While horses were whizzing around the track at Melbourne’s Flemington Race Course, The Reserve Bank of Australia issued a shock announcement that it would straddle mortgage holders with an official interest rate rise of 0.25%, bringing it to 4.75%.
Economists had tipped rates to remain steady. However, RBA governor Glenn Stevens said in a statement that:
a larger than expected slowing in Chinese growth have lessenred recently most commodity prices have firmed, after a fall earlier in the year.
The prices most important to Australia remain at very high levels, with the result that the terms of trade are at their highest since the early 1950s. The turmoil in financial markets earlier in the year has abated, though sentiment remains fragile.
The announcement seemed to catch everybody unaware, sending journos the country wide lunging towards their keyboards. The Herald Sun estimates that the rate rise will cost average mortgage-holders an extra $40 a month and “home buyers with $300,000 25-year loans from the bank will pay $88 extra per month.”
Some commentators instantly linked the rise to Joe Hockey’s recent calls for tighter banking regulation (“Hockeynomics”) while others focused on Treasurer Wayne’s Swan’s stinging rebuke of the RBA’s decision.
Here’s an overview of what the pundits had to say:
The Australian
David Uren: Wayne Swan hits ‘cynical’ bank cash grab
The Commonwealth Bank’s shock decision to almost double the RBA’s 25-basis-point rate rise has exposed the banking sector to a fresh round of regulation.
Condemning the Commonwealth’s move as a “cynical cash grab”, Wayne Swan foreshadowed a reform package to foster competition and stop the big four banks from exploiting their market dominance.
The Courier Mail
Michael Madigan: Time to name and shame banks say retailers after latest interest rate rise
Stunned retailers – who had expected the Reserve to hold fire in the lead-up to Christmas – accused the banking sector of “economic terrorism”.
The United Retail Federation said it was preparing a “name and shame” campaign against the banks. URF national president Scott Driscoll said the rise would “kill Christmas 2010” for retailers, consumers and workers.
The Age
Michelle Grattan: ‘Cash grab’ leaves Joe laughing
Joe Hockey, the butt of attacks from the government and some Liberals, was laughing yesterday. Many home borrowers will be cursing Commonwealth Bank, but, whatever the rights or wrongs of its action, in political terms it has justified Hockey’s criticisms of the banks and his calls for more competition.
Peter Martin: Fury over super-sized rate rise
Australia’s biggest bank has humiliated Treasurer Wayne Swan and thumbed its nose at a parliamentary inquiry by lifting its mortgage rates by nearly double yesterday’s surprise 0.25 percentage point increase in the Reserve Bank’s official cash rate.
Sydney Morning Herald
Lenore Taylor: It’s easy to own up to someone else’s problem
Joe Hockey has clinched his interest rates attack. The grand finale came yesterday when he declared the Gillard government and its ”insipidly weak Treasurer” owned the interest rate rises.
He claimed they owned the Reserve Bank rise because they were still spending too much. And they owned additional rises by the big banks because they hadn’t acted to increase competition in the banking sector.
Jessica Irvine: Saddle up for higher interest – and come home strongly in the long run
Fool me once, shame on you. Fool me twice, shame on me.
There could be no better aphorism to describe the thinking behind the Reserve Bank’s decision to lift interest rates despite last week’s tame inflation report.
Courier Mail
Dennis Atkins: Joe Hockey’s blast at banks seems vindicated
Wayne Swan and Joe Hockey will remember Melbourne Cup day 2010 for quite a while regardless of which horse they fancied in the big race.
The Daily Telegraph
Malcolm Farr: Hitting punters for an interest rate sling
The Commonwealth Bank, which once proudly carried the PR shingle of “The People’s Bank’’, sprinted to be first to show it thinks the public can be milked even more. Taxpayer guarantees during the global recession have allowed the bank to hit its taxpaying customers for a further sling.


__What you will do__:
Every line below from the one containing "Find the location" through the one containing "Task: Click on the span: Ongoing" is to be printed exactly, with the pictures omitted.

(Data extracted from a collection)
[Start of section]
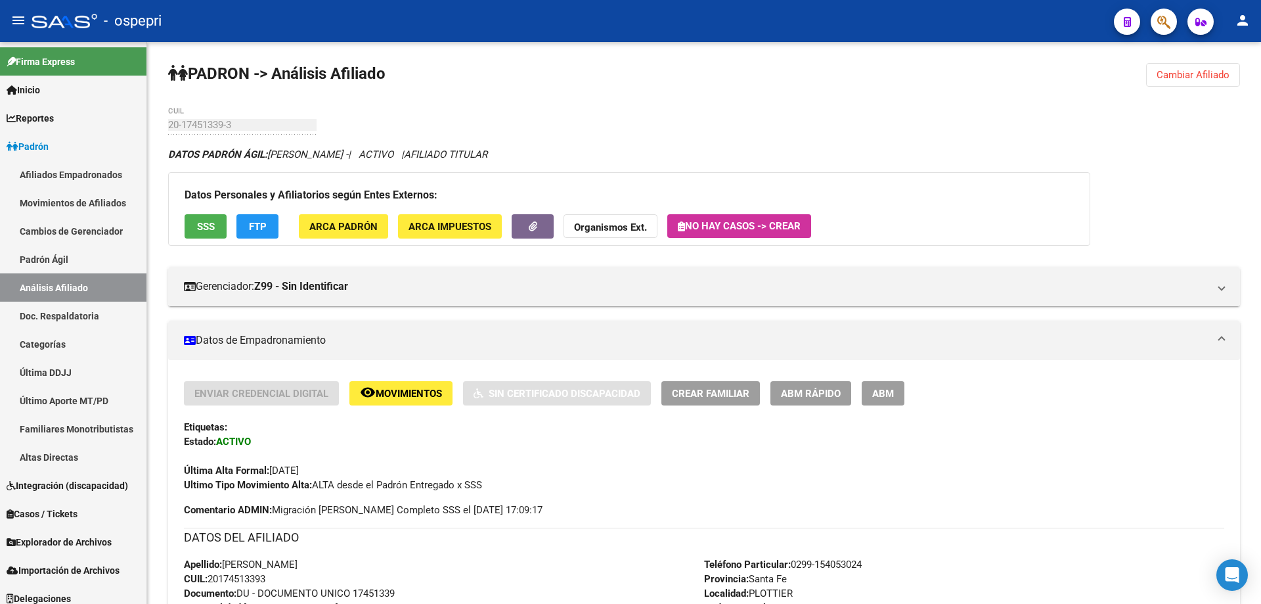 The width and height of the screenshot is (1261, 604). Describe the element at coordinates (711, 393) in the screenshot. I see `span: Crear Familiar` at that location.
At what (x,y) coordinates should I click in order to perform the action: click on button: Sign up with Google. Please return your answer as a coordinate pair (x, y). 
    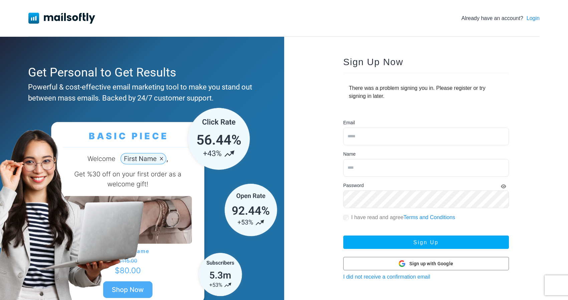
    Looking at the image, I should click on (426, 264).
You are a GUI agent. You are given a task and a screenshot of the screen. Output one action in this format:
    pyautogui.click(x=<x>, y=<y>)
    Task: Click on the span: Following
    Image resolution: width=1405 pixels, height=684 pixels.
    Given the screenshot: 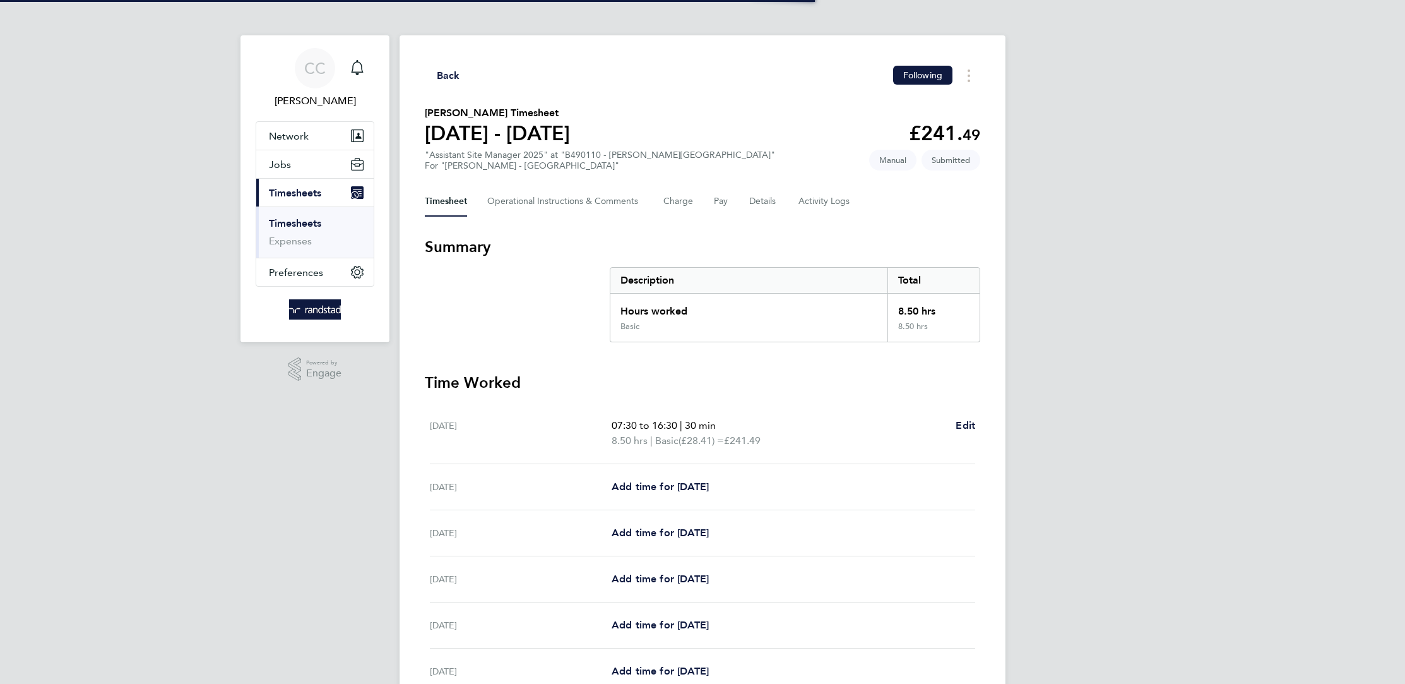 What is the action you would take?
    pyautogui.click(x=923, y=75)
    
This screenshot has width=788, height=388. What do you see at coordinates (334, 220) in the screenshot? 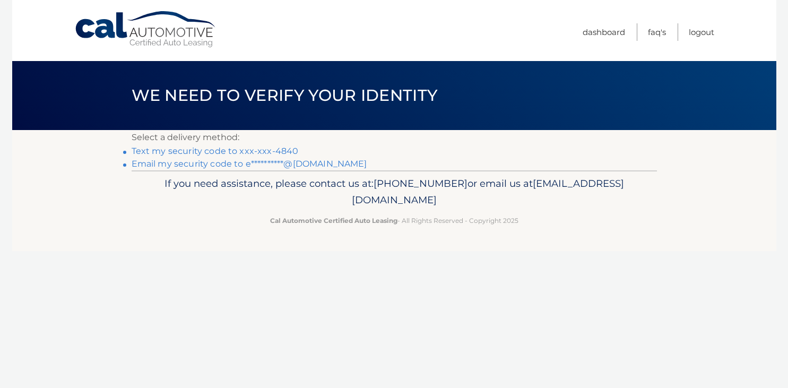
I see `strong: Cal Automotive Certified Auto Leasing` at bounding box center [334, 220].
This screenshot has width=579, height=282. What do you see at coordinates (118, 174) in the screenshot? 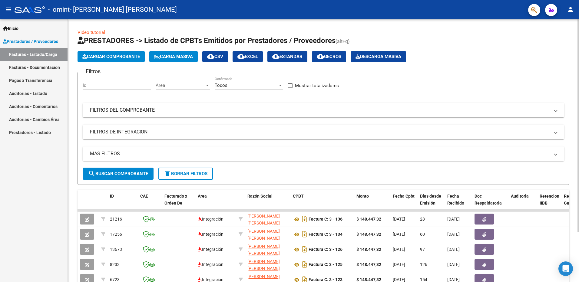
I see `span: Buscar Comprobante` at bounding box center [118, 174].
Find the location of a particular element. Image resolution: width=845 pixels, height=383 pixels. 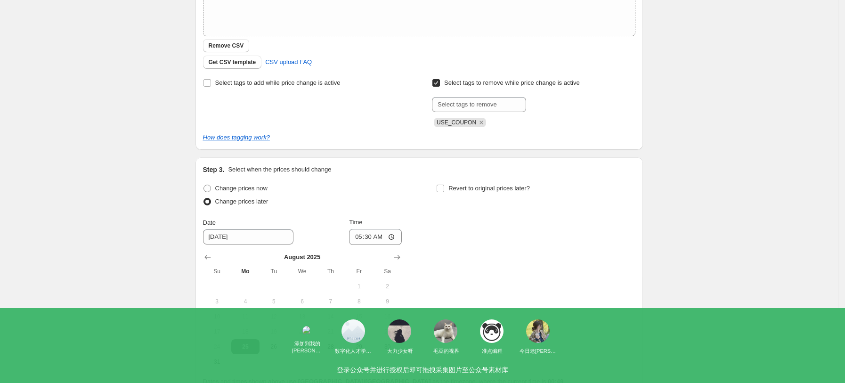

button: Sunday August 3 2025 is located at coordinates (217, 301).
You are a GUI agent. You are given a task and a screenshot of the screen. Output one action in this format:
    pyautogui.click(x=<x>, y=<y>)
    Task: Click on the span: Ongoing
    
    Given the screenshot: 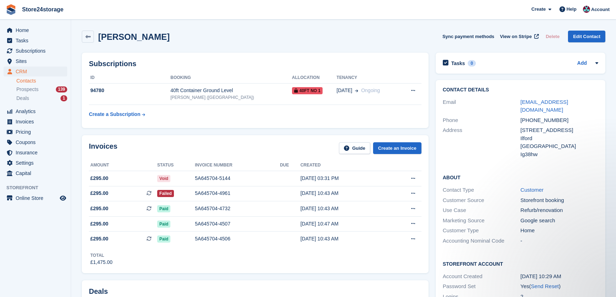 What is the action you would take?
    pyautogui.click(x=370, y=90)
[End of section]
__Solution for this task__:
Find the location of a particular element. Image resolution: width=845 pixels, height=383 pixels. 

button: Sunday August 3 2025 is located at coordinates (217, 301).
You are a GUI agent. You are given a task and a screenshot of the screen. Output one action in this format:
    pyautogui.click(x=<x>, y=<y>)
    Task: Click on the span: Ongoing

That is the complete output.